Black people with Tourette’s have spoken out after the N-word was shouted at the BAFTAs.

The 2026 BAFTA Awards were meant to be a night of celebration, particularly for I Swear, a critically acclaimed British film about a Scottish man’s lifelong struggle with Tourette’s syndrome.

Instead, the ceremony has become the centre of a raw, urgent conversation about race, disability, and what happens when two forms of human vulnerability collide in the most public way imaginable.

The moment that sparked it all came early in the night.

As Sinners stars Michael B. Jordan and Delroy Lindo, both Black men, took the stage at London’s Royal Festival Hall to present the award for Best Visual Effects, a voice rang out from the audience shouting the N-word.

The source was John Davidson, the Tourette’s campaigner whose life inspired the very film being celebrated.

Davidson was diagnosed with Tourette’s when he was 25, and his symptoms, including coprolalia, the involuntary utterance of socially inappropriate words or slur, had been audible several times already that evening, per Out Magazine.

He later left the auditorium of his own accord, watching the rest of the show on a screen backstage.

The BBC, broadcasting the show on a two-hour tape delay, did not edit out the slur. Both BAFTA and the BBC subsequently apologized.

But it was the voices of Black people with Tourette’s syndrome that offered some of the most powerful and complicated responses.

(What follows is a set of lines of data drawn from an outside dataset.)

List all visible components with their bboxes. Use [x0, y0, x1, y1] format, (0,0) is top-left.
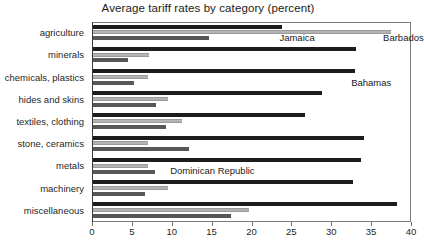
- chart-title: Average tariff rates by category (percen…: [0, 2, 416, 14]
- bar-group: [93, 23, 411, 45]
- y-axis-label-chemicals-plastics: chemicals, plastics: [5, 72, 84, 83]
- y-axis-label-agriculture: agriculture: [40, 27, 84, 38]
- bar-barbados-textiles-clothing[interactable]: [93, 119, 182, 123]
- bar-groups: [93, 23, 411, 222]
- bar-barbados-hides-and-skins[interactable]: [93, 97, 168, 101]
- bar-group: [93, 134, 411, 156]
- y-axis-label-machinery: machinery: [40, 183, 84, 194]
- bar-group: [93, 45, 411, 67]
- bar-group: [93, 179, 411, 201]
- bar-jamaica-minerals[interactable]: [93, 47, 356, 51]
- bar-bahamas-miscellaneous[interactable]: [93, 214, 231, 218]
- bar-group: [93, 90, 411, 112]
- y-axis-label-stone-ceramics: stone, ceramics: [17, 138, 84, 149]
- annotation-dominican-republic: Dominican Republic: [170, 165, 254, 176]
- y-axis-label-minerals: minerals: [48, 49, 84, 60]
- bar-jamaica-agriculture[interactable]: [93, 25, 282, 29]
- bar-bahamas-metals[interactable]: [93, 170, 155, 174]
- annotation-barbados: Barbados: [383, 32, 424, 43]
- bar-bahamas-minerals[interactable]: [93, 58, 128, 62]
- bar-barbados-agriculture[interactable]: [93, 30, 391, 34]
- x-tick-label-5: 5: [129, 226, 134, 237]
- bar-group: [93, 201, 411, 223]
- x-tick-label-40: 40: [406, 226, 417, 237]
- x-tick-label-15: 15: [206, 226, 217, 237]
- bar-jamaica-metals[interactable]: [93, 158, 361, 162]
- annotation-jamaica: Jamaica: [279, 32, 314, 43]
- x-tick-label-35: 35: [366, 226, 377, 237]
- bar-barbados-chemicals-plastics[interactable]: [93, 75, 148, 79]
- y-axis-label-hides-and-skins: hides and skins: [19, 94, 84, 105]
- annotation-bahamas: Bahamas: [351, 77, 391, 88]
- x-tick-label-20: 20: [246, 226, 257, 237]
- bar-barbados-miscellaneous[interactable]: [93, 208, 249, 212]
- x-tick-label-25: 25: [286, 226, 297, 237]
- x-tick-label-0: 0: [89, 226, 94, 237]
- y-axis-label-textiles-clothing: textiles, clothing: [16, 116, 84, 127]
- bar-barbados-metals[interactable]: [93, 164, 148, 168]
- bar-bahamas-agriculture[interactable]: [93, 36, 209, 40]
- bar-bahamas-machinery[interactable]: [93, 192, 145, 196]
- bar-bahamas-chemicals-plastics[interactable]: [93, 81, 134, 85]
- x-tick-label-10: 10: [166, 226, 177, 237]
- y-axis-category-labels: agriculturemineralschemicals, plasticshi…: [0, 22, 88, 222]
- bar-barbados-stone-ceramics[interactable]: [93, 141, 148, 145]
- bar-jamaica-stone-ceramics[interactable]: [93, 136, 364, 140]
- bar-jamaica-miscellaneous[interactable]: [93, 202, 397, 206]
- bar-group: [93, 112, 411, 134]
- bar-bahamas-hides-and-skins[interactable]: [93, 103, 156, 107]
- y-axis-label-metals: metals: [56, 160, 84, 171]
- bar-barbados-machinery[interactable]: [93, 186, 168, 190]
- bar-jamaica-hides-and-skins[interactable]: [93, 91, 322, 95]
- bar-jamaica-machinery[interactable]: [93, 180, 353, 184]
- bar-bahamas-stone-ceramics[interactable]: [93, 147, 189, 151]
- bar-barbados-minerals[interactable]: [93, 53, 149, 57]
- x-tick-label-30: 30: [326, 226, 337, 237]
- y-axis-label-miscellaneous: miscellaneous: [24, 205, 84, 216]
- bar-bahamas-textiles-clothing[interactable]: [93, 125, 166, 129]
- bar-jamaica-textiles-clothing[interactable]: [93, 113, 305, 117]
- bar-jamaica-chemicals-plastics[interactable]: [93, 69, 355, 73]
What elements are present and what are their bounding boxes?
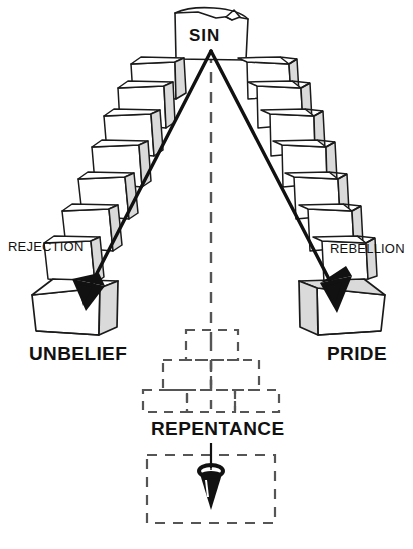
pyramid-block-mid-right (211, 360, 259, 390)
pyramid-block-bottom-right (235, 390, 279, 412)
label-repentance: REPENTANCE (151, 418, 285, 440)
label-rebellion: REBELLION (330, 241, 405, 256)
pyramid-block-bottom-left (143, 390, 187, 412)
pyramid-block-mid-left (163, 360, 211, 390)
unbelief-base-block (32, 279, 118, 335)
sin-arch-illustration (0, 0, 413, 549)
label-rejection: REJECTION (8, 239, 83, 254)
repentance-arrowhead (199, 443, 223, 510)
label-sin: SIN (189, 26, 220, 46)
label-pride: PRIDE (327, 343, 387, 365)
diagram-canvas: SIN REJECTION REBELLION UNBELIEF PRIDE R… (0, 0, 413, 549)
label-unbelief: UNBELIEF (29, 343, 127, 365)
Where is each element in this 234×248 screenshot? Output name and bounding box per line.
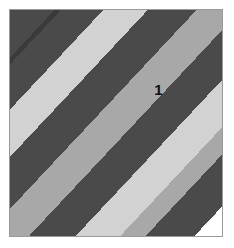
plot-frame: 1 [9, 9, 223, 237]
stripe-pattern-panel: 1 [0, 0, 234, 248]
stripe-svg [10, 10, 222, 236]
diagonal-stripe-canvas [10, 10, 222, 236]
stripe-band-group [10, 10, 222, 236]
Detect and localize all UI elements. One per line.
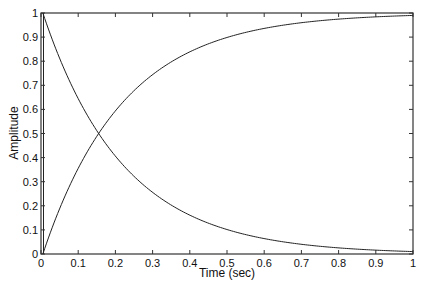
y-tick-label: 0.2 xyxy=(23,200,38,212)
x-tick-label: 0.2 xyxy=(108,257,123,269)
y-tick-label: 0.6 xyxy=(23,103,38,115)
x-tick-label: 0.7 xyxy=(294,257,309,269)
x-tick-label: 1 xyxy=(410,257,416,269)
decaying-curve xyxy=(43,13,413,252)
y-tick-label: 0.5 xyxy=(23,128,38,140)
y-tick-label: 0.4 xyxy=(23,152,38,164)
x-tick-label: 0.6 xyxy=(257,257,272,269)
x-axis-ticks: 00.10.20.30.40.50.60.70.80.91 xyxy=(38,13,416,269)
rising-curve xyxy=(43,15,413,254)
step-response-chart: 00.10.20.30.40.50.60.70.80.91 00.10.20.3… xyxy=(0,0,422,287)
x-tick-label: 0.4 xyxy=(182,257,197,269)
x-tick-label: 0.9 xyxy=(368,257,383,269)
y-tick-label: 0.9 xyxy=(23,31,38,43)
y-tick-label: 0.7 xyxy=(23,79,38,91)
plot-area xyxy=(41,13,413,254)
axes-box xyxy=(41,13,413,254)
x-axis-label: Time (sec) xyxy=(199,266,255,280)
y-tick-label: 0.3 xyxy=(23,176,38,188)
x-tick-label: 0.1 xyxy=(71,257,86,269)
y-tick-label: 0 xyxy=(32,248,38,260)
x-tick-label: 0 xyxy=(38,257,44,269)
x-tick-label: 0.8 xyxy=(331,257,346,269)
y-axis-label: Amplitude xyxy=(7,106,21,160)
y-tick-label: 0.1 xyxy=(23,224,38,236)
y-tick-label: 0.8 xyxy=(23,55,38,67)
y-tick-label: 1 xyxy=(32,7,38,19)
y-axis-ticks: 00.10.20.30.40.50.60.70.80.91 xyxy=(23,7,413,260)
x-tick-label: 0.3 xyxy=(145,257,160,269)
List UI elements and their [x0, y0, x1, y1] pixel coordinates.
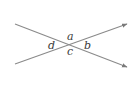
angle-label-a: a — [67, 30, 74, 43]
angle-label-b: b — [84, 39, 91, 52]
angle-label-d: d — [48, 39, 55, 52]
angle-label-c: c — [67, 45, 73, 58]
intersecting-lines-diagram: a b c d — [0, 0, 133, 93]
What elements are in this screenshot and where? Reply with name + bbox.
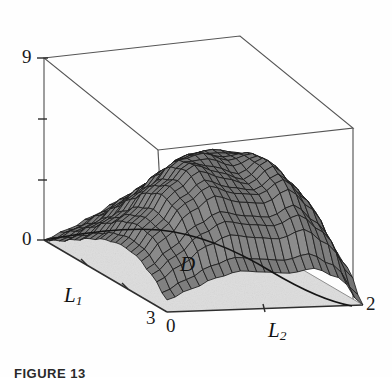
l2-axis-end-label: 2 — [366, 294, 376, 313]
z-axis-min-label: 0 — [22, 229, 32, 248]
l2-axis-title: L2 — [268, 320, 286, 342]
l1-axis-end-label: 3 — [146, 308, 156, 327]
l2-axis-title-subscript: 2 — [280, 328, 287, 343]
l2-axis-start-label: 0 — [166, 316, 176, 335]
figure-caption: FIGURE 13 — [14, 366, 86, 381]
box-top-face — [44, 36, 353, 150]
region-d-label: D — [180, 254, 195, 275]
l2-axis-title-base: L — [268, 318, 280, 342]
l1-axis-title: L1 — [64, 285, 82, 307]
z-axis-max-label: 9 — [22, 47, 32, 66]
l1-axis-title-base: L — [64, 283, 76, 307]
l1-axis-title-subscript: 1 — [76, 293, 83, 308]
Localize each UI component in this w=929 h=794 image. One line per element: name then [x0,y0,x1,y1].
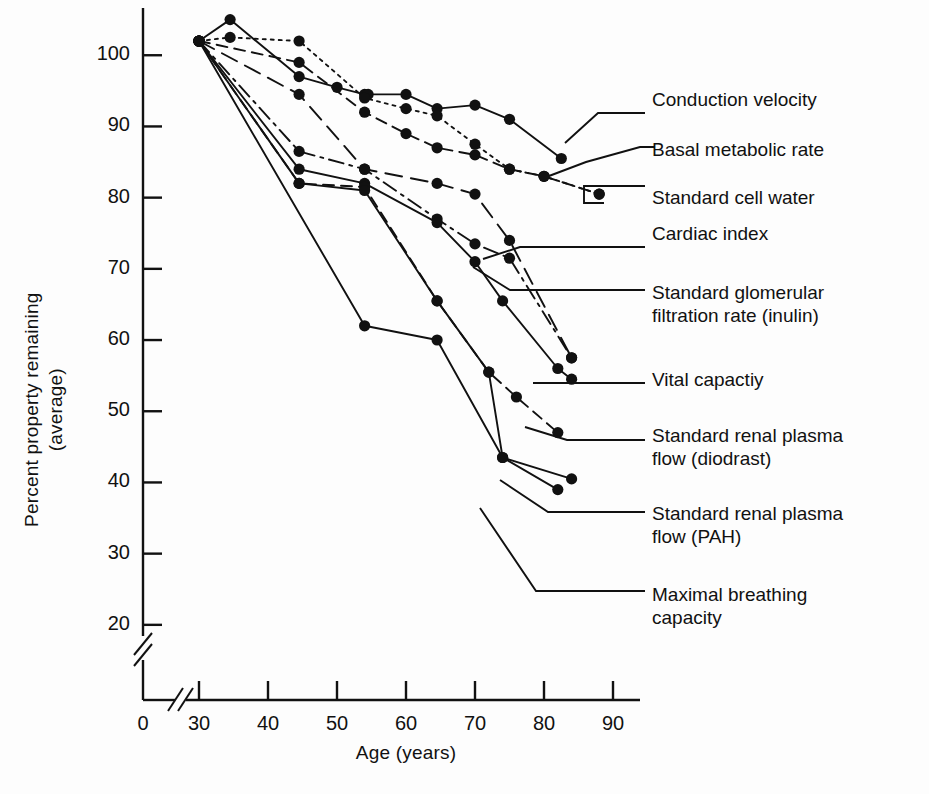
y-tick-label-70: 70 [70,256,130,279]
data-point [225,14,236,25]
data-point [294,71,305,82]
legend-callout-line-6 [525,427,645,440]
data-points [193,14,604,495]
data-series [199,20,599,490]
data-point [504,114,515,125]
data-point [359,107,370,118]
data-point [432,110,443,121]
data-point [566,473,577,484]
data-point [483,367,494,378]
data-point [359,164,370,175]
y-tick-label-80: 80 [70,185,130,208]
y-axis-title-line-2: (average) [44,270,68,550]
data-point [469,149,480,160]
data-point [193,35,204,46]
data-point [469,100,480,111]
data-point [432,142,443,153]
data-point [400,103,411,114]
legend-item-8[interactable]: Maximal breathing capacity [652,583,807,629]
y-tick-label-40: 40 [70,469,130,492]
legend-callout-line-0 [565,113,645,143]
legend-item-6[interactable]: Standard renal plasma flow (diodrast) [652,424,843,470]
x-tick-label-80: 80 [524,712,564,735]
data-point [556,153,567,164]
data-point [432,178,443,189]
chart-canvas [0,0,929,794]
data-point [294,146,305,157]
legend-callout-lines [473,113,655,591]
x-tick-label-90: 90 [593,712,633,735]
y-tick-label-100: 100 [70,42,130,65]
data-point [294,57,305,68]
x-tick-label-30: 30 [179,712,219,735]
legend-item-3[interactable]: Cardiac index [652,222,768,245]
data-point [469,139,480,150]
legend-callout-line-8 [480,508,645,591]
data-point [432,295,443,306]
legend-item-0[interactable]: Conduction velocity [652,88,817,111]
y-tick-label-60: 60 [70,327,130,350]
data-point [504,235,515,246]
x-tick-label-70: 70 [455,712,495,735]
data-point [497,452,508,463]
data-point [294,178,305,189]
data-point [359,92,370,103]
data-point [504,164,515,175]
data-point [469,189,480,200]
chart-figure: Percent property remaining(average) Age … [0,0,929,794]
data-point [552,484,563,495]
series-line-6 [199,41,558,433]
data-point [538,171,549,182]
data-point [432,217,443,228]
legend-item-7[interactable]: Standard renal plasma flow (PAH) [652,502,843,548]
data-point [504,253,515,264]
series-line-7 [199,41,572,479]
y-axis-title-line-1: Percent property remaining [20,270,44,550]
x-tick-label-50: 50 [317,712,357,735]
x-tick-label-0: 0 [123,712,163,735]
data-point [294,164,305,175]
x-axis-title: Age (years) [256,742,556,764]
data-point [359,185,370,196]
legend-callout-line-4 [473,267,645,290]
axis-ticks [143,55,613,700]
data-point [400,128,411,139]
x-tick-label-40: 40 [248,712,288,735]
y-tick-label-30: 30 [70,541,130,564]
data-point [469,238,480,249]
y-tick-label-90: 90 [70,113,130,136]
series-line-3 [199,41,572,358]
y-axis-title: Percent property remaining(average) [20,270,68,550]
data-point [594,189,605,200]
y-tick-label-20: 20 [70,612,130,635]
data-point [294,89,305,100]
series-line-4 [199,41,572,358]
data-point [432,334,443,345]
x-tick-label-60: 60 [386,712,426,735]
axis-lines [134,8,640,711]
data-point [469,256,480,267]
y-tick-label-50: 50 [70,398,130,421]
data-point [331,82,342,93]
legend-callout-line-2 [584,186,645,203]
data-point [552,363,563,374]
series-line-5 [199,41,572,379]
legend-item-5[interactable]: Vital capactiy [652,368,764,391]
legend-item-4[interactable]: Standard glomerular filtration rate (inu… [652,281,824,327]
data-point [400,89,411,100]
data-point [294,35,305,46]
data-point [566,352,577,363]
data-point [511,391,522,402]
legend-item-2[interactable]: Standard cell water [652,186,815,209]
data-point [225,32,236,43]
legend-callout-line-7 [500,480,645,512]
data-point [497,295,508,306]
series-line-0 [199,20,561,159]
data-point [359,320,370,331]
legend-item-1[interactable]: Basal metabolic rate [652,138,824,161]
series-line-8 [199,41,558,490]
series-line-1 [199,37,599,194]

The 2026 BAFTA Awards have caused controversy. Credit: Adobe Stock

The broader backlash

Not everyone was able to extend compassion in two directions at once. Jamie Foxx commented that Davidson ‘meant that s***,’ while radio host Charlamagne tha God said it was ‘just convenient he saved his most offensive outburst for Black people.’

Journalist Jemele Hill wrote that “Black people are just supposed to be ok with being disrespected and dehumanised so that other people don’t feel bad,” for Fox News.

These reactions are understandable. The N-word is not merely offensive language; it is a word freighted with centuries of violence and dehumanisation.

Hearing it shouted in a public room at two Black men who were doing nothing but presenting an award is viscerally painful, regardless of the source.

As one Variety commentator who identifies as Black and Puerto Rican wrote: “The N-word is not merely ‘strong language.’ It is a brutal slur tied to enslavement, violence and dehumanization, and it is still weaponized today.

“For Black artists… hearing it in that setting, and then watching it be broadcast into homes, turned into a meme and shared on social media, carries a weight that does not disappear simply because the source lacked intent.”

But disability advocates, including Black ones, pushed back on the assumptions embedded in some of the outrage.

Tourette’s advocate Marc Giguere wrote on social media: “Coprolalia is a debilitating and life-disrupting condition I wouldn’t even wish on my worst enemy. You know how mad you are about the BAFTA situation? Imagine everyone around you is that mad at you all the time, every day, in every situation, every time you leave the house,” per Newsweek.

Michael B. Jordan at BAFTAs
Sinners stars Michael B. Jordan and Delroy Lindo, both Black men, took the stage at London’s Royal Festival Hall to present the award for Best Visual Effects. Credit: BBC

What BAFTA and the BBC got wrong

Whatever one concludes about Davidson’s tics, the institutional failures of the evening are harder to defend.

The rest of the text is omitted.